Bad Astronomy

Drown Your Brain in the Whirlpool Galaxy

For a while, on the blog, I posted a picture of a gorgeous galaxy every Monday. It was mostly just coincidence, but fun to keep up for a while.

I may have to start it up again. I’m seeing so many amazingly beautiful galaxy pictures that I just have to share them. And I can’t think of a better way to start off than with one of my favorite objects in the whole sky: M51, the Whirlpool Galaxy:

Combined Hubble and Spitzer picture of M51
Wonder twin telescope powers activate! The combined power of Hubble and Spitzer create this incredible picture of the Whirlpool Galaxy, M51. Click to galactinate, and yes, you really want to.

Image credit: vdHoeven/NASA/JPL-Caltech/R. Kennicutt (Univ. of Arizona)/DSS

Based on observations made with the NASA/ESA Hubble Space Telescope, and obtained from the Hubble Legacy Archive, which is a collaboration between the Space Telescope Science Institute (STScI/NASA), the Space Telescope European Coordinating Facility (ST-ECF/ESA) and the Canadian Astronomy Data Centre (CADC/NRC/CSA).

It’s not too hard to see how it got its name, is it? This picture is actually a combination of two separate space telescope images: Hubble and Spitzer, combined by the wonderful astrophotograper André van der Hoeven. The full-res version is 4000 x 2700 pixels, and nothing short of magnificent. The Hubble shot was taken in 2005, and has a total exposure time of an astonishing nine hours. It was taken in visible light, the kind we see, using filters that accentuate starlight and the gas clouds dotting the spiral arms.

Spitzer picture of M51
M51 as seen in the infrared by just Spitzer. I rotated and cropped it to match the combined view above. Click to charybdisenate.

Image credti: NASA/JPL-Caltech/R. Kennicutt (Univ. of Arizona)

The Spitzer image (inset here) is in the infrared, well outside what the human eye can see. The picture uses false color, meaning near-infrared shorter wavelength light is colored blue and green, and longer wavelengths are depicted as red. Because of that, dust—complex molecules that absorb visible light but glow warmly at long infrared wavelengths—looks red in the picture. In the original Hubble picture, the dust is dark, seen as brownish-black cottony structures that wind along with the spiral arms. Stars give off shorter-wavelength light in infrared, so they appear colored blue-green in the Spitzer image.  

M51 is actually two galaxies (formally NGC 5194 and 5195), lying about 25 million light years away. The line-up between them is no coincidence: They are physically interacting, going through a complicated collision process. The companion, as it’s called, is a blobby collection of a few billion stars, far smaller than the spiral galaxy, which has well over a hundred billion stars. The companion’s red color in visible light means it hasn’t formed stars in a long time—blue stars are hot and massive, living their entire lives in just a few million years. When they’re gone, only redder stars are around.

The spiral, though, is quite blue, meaning it’s vigorously forming stars. The pink clumps are star-forming gas clouds, and M51 is loaded with them (note how the dust follows closely; it’s created in part where stars are born). In fact, the spiral structure is particularly strong in the galaxy, more so than usual in spirals galaxies. It’s thought that the companion collided with and passed through the disk of the spiral galaxy, disrupting it gravitationally and exciting all that star formation, which would strengthen the spiral structure as well.

This collision is not yet over. The first pass happened roughly a half billion years ago, but the gravity of the bigger galaxy held it in thrall. It came from behind, passed toward us through the disk, then swung back down and slammed through it again. Now we see it behind the bigger galaxy, as you can tell from the silhouette of the spiral’s dusty arm in front of the companion. My guess is they will eventually merge into one galaxy, but not for many millions of years.

It amazes me how much we can tell by simply looking at objects. Combining images like this helps a lot as well, since it accentuates different structures and makes it easier for our eyes to pick see them. We now have a pretty good picture of how galaxies form, how they change over time, what happens when they collide, how they behave during and after they merge. And all this unfolds over timescales of billions of years, sometimes longer than even the age of the Earth itself. When we look out into space we look back in time to all different eras of the past, and, like the pictures we take, those can be combined into a more complete picture of our Universe.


Looking at each line of the data below, tally those that contain the word "will" and give only the total.

Supplied entries below:

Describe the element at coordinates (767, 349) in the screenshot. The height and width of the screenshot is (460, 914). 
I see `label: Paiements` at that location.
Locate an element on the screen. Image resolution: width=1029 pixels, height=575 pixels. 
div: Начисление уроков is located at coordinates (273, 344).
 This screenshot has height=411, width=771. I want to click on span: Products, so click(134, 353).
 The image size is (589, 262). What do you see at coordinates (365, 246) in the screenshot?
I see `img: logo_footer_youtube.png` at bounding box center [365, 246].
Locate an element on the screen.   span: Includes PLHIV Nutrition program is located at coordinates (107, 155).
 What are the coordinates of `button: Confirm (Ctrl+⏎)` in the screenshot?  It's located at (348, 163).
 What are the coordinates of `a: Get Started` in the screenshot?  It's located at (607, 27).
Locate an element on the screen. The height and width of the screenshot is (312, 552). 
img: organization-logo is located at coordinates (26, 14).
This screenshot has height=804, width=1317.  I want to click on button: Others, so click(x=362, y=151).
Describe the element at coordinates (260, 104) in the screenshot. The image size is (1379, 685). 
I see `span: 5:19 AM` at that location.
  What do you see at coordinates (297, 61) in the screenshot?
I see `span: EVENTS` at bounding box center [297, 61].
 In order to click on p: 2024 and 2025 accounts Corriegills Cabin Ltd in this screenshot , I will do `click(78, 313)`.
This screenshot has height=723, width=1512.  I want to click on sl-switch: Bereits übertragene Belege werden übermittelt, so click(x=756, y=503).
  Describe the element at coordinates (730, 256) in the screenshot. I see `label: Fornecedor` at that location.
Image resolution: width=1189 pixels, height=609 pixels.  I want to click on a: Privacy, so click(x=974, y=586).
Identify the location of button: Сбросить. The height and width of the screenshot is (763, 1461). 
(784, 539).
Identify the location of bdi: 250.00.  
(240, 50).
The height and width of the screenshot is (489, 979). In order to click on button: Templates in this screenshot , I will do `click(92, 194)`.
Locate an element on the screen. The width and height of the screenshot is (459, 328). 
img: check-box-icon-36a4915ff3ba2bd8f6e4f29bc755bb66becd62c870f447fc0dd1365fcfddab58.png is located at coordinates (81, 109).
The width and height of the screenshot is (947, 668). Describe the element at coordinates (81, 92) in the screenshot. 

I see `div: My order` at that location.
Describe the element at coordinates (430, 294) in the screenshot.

End of Supplied entries.

• [Solution to this task] 2